Cronen stood silently in the room for a long time.
He was tracing the flow of logic the boy had left behind. Coming to the site made it clearer. What kind of resolve led the boy to choose this place? What kind of thinking had he started the proof with?
As Cronen began to move, it was as if the traces came back to life like a film unfolding before his eyes.
The young boy stood at the chalkboard, writing out equations in a single breath. It was evident that before coming here, he had already constructed the overall framework of logic.
Strange symbols on the walls caught his eye. Unable to express his proof with existing language, the boy had created a new one himself.
‘He clearly hadn’t just started this recently.’
He skillfully avoided landmines.
The rules he created were likely all born from the history of his failures. He had gathered them and transformed them into rules.
Faint chalk marks at the edge of the blackboard caught his gaze. One side had only the traces of something erased, and new arrows were drawn over it.
‘So it wasn’t all planned from the beginning.’
He had crashed, crumbled, and rebuilt as he went, erecting the system step by step. Yet the structure was astonishingly solid.
A stack of notebooks was visible in the corner.
They were darkened with the marks of hands and frayed at the edges. Cronen picked up the notebook on the top.
The handwriting was childlike, the solutions still confined within textbook frameworks. But inside was the trace of serious inquiry.
‘It’s like a mathematician’s research journal.’
He sat in a chair and picked up a few more notebooks.
The notebooks were kindly dated.
As time passed, the letters gradually became clearer, and the once-unstable development of formulas took on a well-organized structure.
The boy’s failures accumulated.
But atop those, new attempts continued without end.
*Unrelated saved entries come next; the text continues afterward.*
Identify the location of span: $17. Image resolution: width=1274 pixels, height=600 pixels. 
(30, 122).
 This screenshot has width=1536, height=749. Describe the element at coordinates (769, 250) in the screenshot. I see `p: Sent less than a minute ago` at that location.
He tried to trace the coloring cycle using modular arithmetic, and attempted to reduce the number of cases by grouping them into isomorphic graphs. Cronen paused his fingers while flipping through the pages.
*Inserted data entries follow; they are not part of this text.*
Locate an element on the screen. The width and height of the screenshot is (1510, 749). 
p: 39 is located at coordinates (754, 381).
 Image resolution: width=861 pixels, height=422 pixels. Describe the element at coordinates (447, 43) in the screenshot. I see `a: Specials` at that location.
He recognized a familiar pattern in the attempt to find hints by moving between planar and spherical surfaces.
'This is my method?'
There was no doubt the boy had read his paper. And he had immediately tried to apply it to his own research.
By the latest notebooks, clear signs of evolution were evident.
Symbols of his own, signs and conventions never before seen in any existing papers, filled the pages.
Cronen closed the notebook and let out a deep breath.
Now it was certain after reading the notebooks.
This room had been the boy’s final battlefield.
What he had read was the grand narrative of a boy’s journey spanning seven years, his record of war.